The WHO have been hugely misreported by the media. Mike Ryan said that if we develop a safe and effective vaccine for COVID19 we also have to deploy it. We can do this. If we vaccinate enough people to eradicate this virus, it is a "beacon of hope" for the way we care about our world citizens.

Mike Ryan points out that we have a safe and effective vaccine for measles but haven't eliminated it from the world although we know how to do this.

[We have eradicted it from the Americas, last case July 2015 in Brazil. Measles elimination in the America]

Though coronavirus is a new name for much of the world, microbiologists have worried about it for half a century. It is in the same family as the common cold virus but with the right mutation it can be deadly to those with risk factors for respiratory diseases because it is common like the common cold.

To microbiologists, the world is filled with pathogens so predicting the next plague when nature is always out to kill us can verge on paranoia; instead we are fortunate most new crises never happen. Let's hope that worry about global spread of the multi-resistant pathogen Stenotrophomonas maltophilia fizzles out also.
A new paper has implicated a physiologic mechanism in vegetation as a cause for Arctic warming.

The "greenhouse effect" is well-known by now, water vapor that plants emit during photosynthesis serves to lower land surface temperature, similar watering the yard on a hot day, but it can lead to a rise in air temperature.

The new paper finds that the Arctic temperature rises when the moisture released by plants is reduced due to the increase of carbon dioxide (CO2 ) in the atmosphere. The increase in atmospheric CO2 concentration closes the pores (stomata) of plants in high-latitude areas and reduces their transpiration, which they find ultimately accelerates Arctic warming. 
Conservation groups have frequently sued the U.S Army Corps of Engineers claiming that government scientists do not "properly" evaluate the environmental impacts of its plans to mitigate flood risk.
When states and nations began to implement forced lockdowns to combat COVID-19, the SARS-CoV-2 coronavirus that has now killed 20,000 more people than the flu did two years ago, there was relatively little mention of mental health. For those who wanted to stay home and learn to bake bread, it was a paid vacation, but for those more susceptible to psychological stress it is a risky time.
During the SARS-CoV-2 pandemic, when disease epidemiologists want to be taken seriously by the public, they face an uphill battle. Blocking their progress are epidemiologists who casually link everything to diseases, often using food frequency questionnaires which have no scientific legitimacy.

Young people who are “hooked” on watching fantasy or reading science fiction may be on to something. Contrary to a common misperception that reading this genre is an unworthy practice, reading science fiction and fantasy may help young people cope, especially with the stress and anxiety of living through the COVID-19 pandemic.

Anxiety-prone people can blame serotonin cleanup proteins gone awry in their amygdala, according to research in marmosets recently published in JNeurosci. Targeting the amygdala with anti-anxiety medication could provide quicker relief.

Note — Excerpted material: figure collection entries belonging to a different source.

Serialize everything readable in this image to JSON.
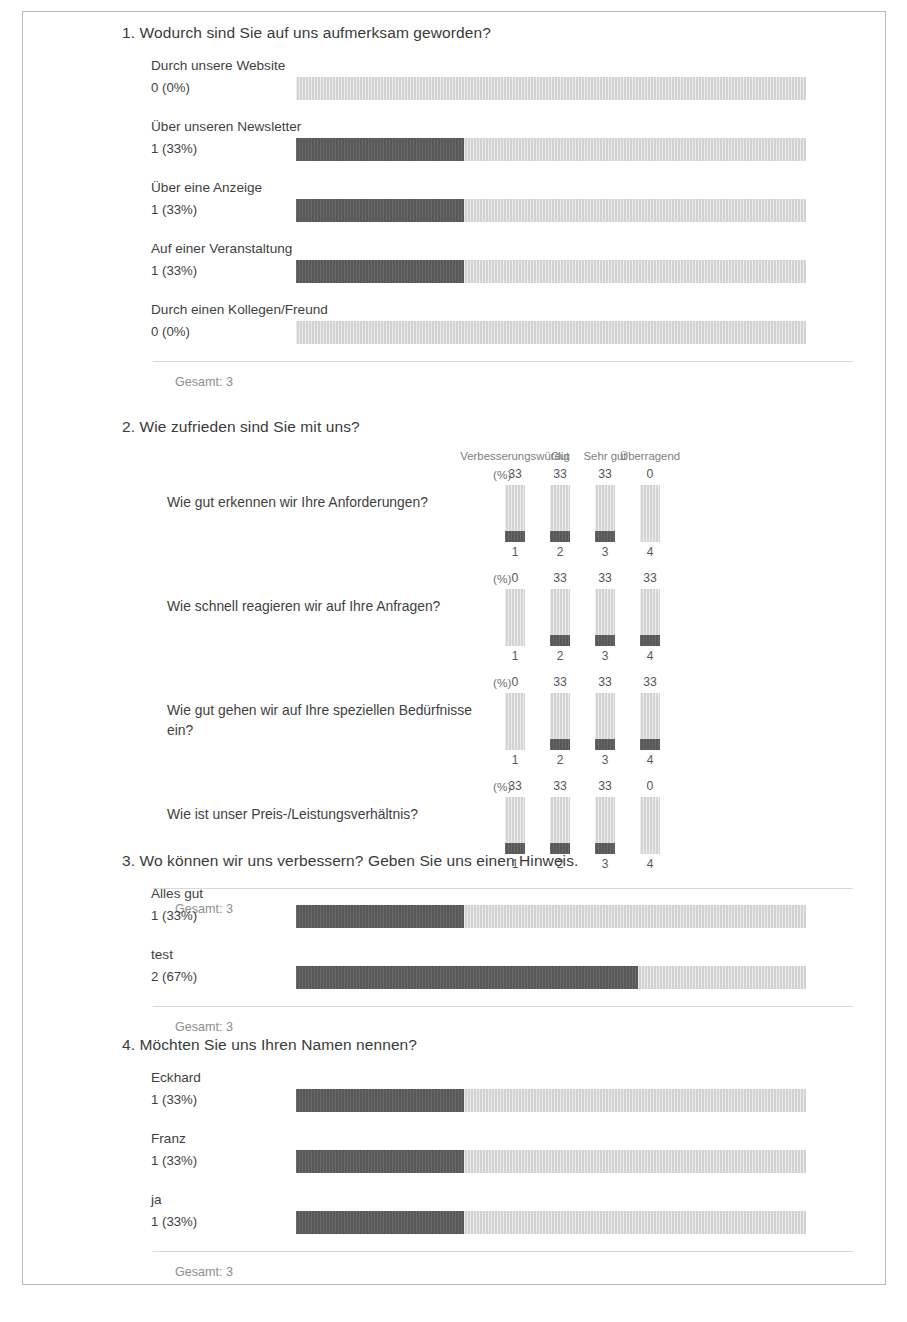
{
  "colors": {
    "bar_fill": "#585858",
    "bar_track": "#d2d2d2",
    "frame_border": "#b9b9b9",
    "text": "#3f3f3f",
    "muted_text": "#8e8e8e"
  },
  "labels": {
    "gesamt_prefix": "Gesamt:",
    "percent_axis_label": "(%)"
  },
  "questions": [
    {
      "id": "q1",
      "number": "1.",
      "title": "1. Wodurch sind Sie auf uns aufmerksam geworden?",
      "type": "bar",
      "total_label": "Gesamt: 3",
      "total": 3,
      "options": [
        {
          "label": "Durch unsere Website",
          "count": 0,
          "percent": 0,
          "value_label": "0 (0%)"
        },
        {
          "label": "Über unseren Newsletter",
          "count": 1,
          "percent": 33,
          "value_label": "1 (33%)"
        },
        {
          "label": "Über eine Anzeige",
          "count": 1,
          "percent": 33,
          "value_label": "1 (33%)"
        },
        {
          "label": "Auf einer Veranstaltung",
          "count": 1,
          "percent": 33,
          "value_label": "1 (33%)"
        },
        {
          "label": "Durch einen Kollegen/Freund",
          "count": 0,
          "percent": 0,
          "value_label": "0 (0%)"
        }
      ]
    },
    {
      "id": "q2",
      "number": "2.",
      "title": "2. Wie zufrieden sind Sie mit uns?",
      "type": "matrix",
      "total_label": "Gesamt: 3",
      "total": 3,
      "percent_axis_label": "(%)",
      "columns": [
        {
          "index": "1",
          "header": "Verbesserungswürdig"
        },
        {
          "index": "2",
          "header": "Gut"
        },
        {
          "index": "3",
          "header": "Sehr gut"
        },
        {
          "index": "4",
          "header": "Überragend"
        }
      ],
      "rows": [
        {
          "text": "Wie gut erkennen wir Ihre Anforderungen?",
          "values": [
            "33",
            "33",
            "33",
            "0"
          ],
          "percents": [
            33,
            33,
            33,
            0
          ]
        },
        {
          "text": "Wie schnell reagieren wir auf Ihre Anfragen?",
          "values": [
            "0",
            "33",
            "33",
            "33"
          ],
          "percents": [
            0,
            33,
            33,
            33
          ]
        },
        {
          "text": "Wie gut gehen wir auf Ihre speziellen Bedürfnisse ein?",
          "values": [
            "0",
            "33",
            "33",
            "33"
          ],
          "percents": [
            0,
            33,
            33,
            33
          ]
        },
        {
          "text": "Wie ist unser Preis-/Leistungsverhältnis?",
          "values": [
            "33",
            "33",
            "33",
            "0"
          ],
          "percents": [
            33,
            33,
            33,
            0
          ]
        }
      ]
    },
    {
      "id": "q3",
      "number": "3.",
      "title": "3. Wo können wir uns verbessern? Geben Sie uns einen Hinweis.",
      "type": "bar",
      "total_label": "Gesamt: 3",
      "total": 3,
      "options": [
        {
          "label": "Alles gut",
          "count": 1,
          "percent": 33,
          "value_label": "1 (33%)"
        },
        {
          "label": "test",
          "count": 2,
          "percent": 67,
          "value_label": "2 (67%)"
        }
      ]
    },
    {
      "id": "q4",
      "number": "4.",
      "title": "4. Möchten Sie uns Ihren Namen nennen?",
      "type": "bar",
      "total_label": "Gesamt: 3",
      "total": 3,
      "options": [
        {
          "label": "Eckhard",
          "count": 1,
          "percent": 33,
          "value_label": "1 (33%)"
        },
        {
          "label": "Franz",
          "count": 1,
          "percent": 33,
          "value_label": "1 (33%)"
        },
        {
          "label": "ja",
          "count": 1,
          "percent": 33,
          "value_label": "1 (33%)"
        }
      ]
    }
  ],
  "chart_data": [
    {
      "type": "bar",
      "title": "1. Wodurch sind Sie auf uns aufmerksam geworden?",
      "orientation": "horizontal",
      "categories": [
        "Durch unsere Website",
        "Über unseren Newsletter",
        "Über eine Anzeige",
        "Auf einer Veranstaltung",
        "Durch einen Kollegen/Freund"
      ],
      "values": [
        0,
        1,
        1,
        1,
        0
      ],
      "percent_values": [
        0,
        33,
        33,
        33,
        0
      ],
      "xlabel": "",
      "ylabel": "",
      "xlim": [
        0,
        100
      ],
      "total": 3,
      "grid": false,
      "legend": "none"
    },
    {
      "type": "bar",
      "title": "2. Wie zufrieden sind Sie mit uns?",
      "orientation": "vertical",
      "categories": [
        "1",
        "2",
        "3",
        "4"
      ],
      "column_headers": [
        "Verbesserungswürdig",
        "Gut",
        "Sehr gut",
        "Überragend"
      ],
      "series": [
        {
          "name": "Wie gut erkennen wir Ihre Anforderungen?",
          "values": [
            33,
            33,
            33,
            0
          ]
        },
        {
          "name": "Wie schnell reagieren wir auf Ihre Anfragen?",
          "values": [
            0,
            33,
            33,
            33
          ]
        },
        {
          "name": "Wie gut gehen wir auf Ihre speziellen Bedürfnisse ein?",
          "values": [
            0,
            33,
            33,
            33
          ]
        },
        {
          "name": "Wie ist unser Preis-/Leistungsverhältnis?",
          "values": [
            33,
            33,
            33,
            0
          ]
        }
      ],
      "xlabel": "",
      "ylabel": "(%)",
      "ylim": [
        0,
        100
      ],
      "total": 3,
      "grid": false,
      "legend": "top"
    },
    {
      "type": "bar",
      "title": "3. Wo können wir uns verbessern? Geben Sie uns einen Hinweis.",
      "orientation": "horizontal",
      "categories": [
        "Alles gut",
        "test"
      ],
      "values": [
        1,
        2
      ],
      "percent_values": [
        33,
        67
      ],
      "xlabel": "",
      "ylabel": "",
      "xlim": [
        0,
        100
      ],
      "total": 3,
      "grid": false,
      "legend": "none"
    },
    {
      "type": "bar",
      "title": "4. Möchten Sie uns Ihren Namen nennen?",
      "orientation": "horizontal",
      "categories": [
        "Eckhard",
        "Franz",
        "ja"
      ],
      "values": [
        1,
        1,
        1
      ],
      "percent_values": [
        33,
        33,
        33
      ],
      "xlabel": "",
      "ylabel": "",
      "xlim": [
        0,
        100
      ],
      "total": 3,
      "grid": false,
      "legend": "none"
    }
  ]
}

The same event or set of life circumstances could send one person into the depths of anxiety or despair while leaving another unaffected. This distinction, called trait anxiety, arises from the proteins involved in serotonin signaling, a neurotransmitter implicated in anxiety and depression.

A person with Type 2 diabetes is three times more likely to break a bone than a nondiabetic. Since the number of people with diabetes is increasing rapidly in the United States, skeletal fragility in patients with Type 2 diabetes is a growing, but little-known, public health issue.

Usually poor bone density is the culprit behind fragile bones, but that is not the case with Type 2 diabetics, who tend to have normal to high bone density. Yet, they still suffer from fractures at an alarming rate. Nobody knows why.

The offer of Ph.D. positions in Physics at the University of Padova has opened just a few days ago, and I wish to advertise it here, giving some background on the matter for those of you who are interested in the call or know somebody who could be.

The Ph.D. in Italy In Italy, Ph. D.s last three years (the duration can be extended but this is not recommended). Courses start with the first academic semester, so the calls typically open in the spring, and admission tests are run in the summer. The system is not too different from that of other countries, but there are peculiarities of which you might want to be aware.